We’ll start with the colonial period, when hair was usually seen as bodily discharge and, even, as “excrement.” Then we’ll move on to see how in nineteenth-century America hair took on decisive new significance in a young nation wrestling with its identity. It came to be understood as an integral part of the body, capable of exposing truths about the individuals from whom it grew—even truths that they wanted to hide. It indexed belonging in some ways that may seem strange, as well as others that might seem all too familiar, to people alive today.
You’ll learn how as the United States diversified—intensifying divisions over race, class, citizenship status, and region—Americans sought to understand and classify one another through the revelatory power of hair.

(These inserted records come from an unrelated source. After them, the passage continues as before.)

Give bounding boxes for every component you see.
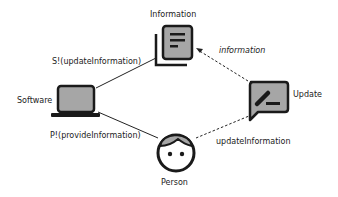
node-label-software: Software	[17, 96, 52, 106]
edge-label-person-update: updateInformation	[216, 137, 291, 147]
edge-person-update	[196, 116, 249, 138]
node-label-update: Update	[293, 90, 322, 100]
edit-comment-icon	[250, 82, 288, 120]
node-label-person: Person	[161, 178, 188, 188]
edge-label-software-information: S!(updateInformation)	[52, 57, 141, 67]
edge-label-software-person: P!(provideInformation)	[50, 131, 141, 141]
node-label-information: Information	[150, 10, 196, 20]
person-face-icon	[158, 135, 194, 171]
document-stack-icon	[156, 26, 192, 65]
edge-label-update-information: information	[219, 46, 265, 56]
laptop-icon	[51, 86, 100, 117]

They considered its color, texture, length, and even the shape of a single strand in making judgments of others.
While hair styling had long offered clues about one's social status, the biological properties of hair itself gradually came to be seen as a scientific tell. It became viewed as a reliable indicator of whether a person was a man or a woman, Christian or heathen, healthy or diseased, or Black, White, Indigenous, or Asian. Hair was even thought to illuminate aspects of personality, such as whether someone one was courageous, ambitious, or perhaps even criminally inclined.
Dr. Gold McBride will discuss how hair helped many Americans fashion statements about political belonging, engage in racial or gender passing, and reinvent themselves in new cities.
Among the questions she’ll tackle: If hair was a teller of truths, could it also be turned to purposes of deception? (Advance tickets: $13.50 plus processing fees. Doors: $17, or $15 with a student ID. Listed time is for doors. The talk starts 30 minutes later.)
Image: The sideburns on Union General Ambrose Everett Burnside were something to behold (Library of Congress photo).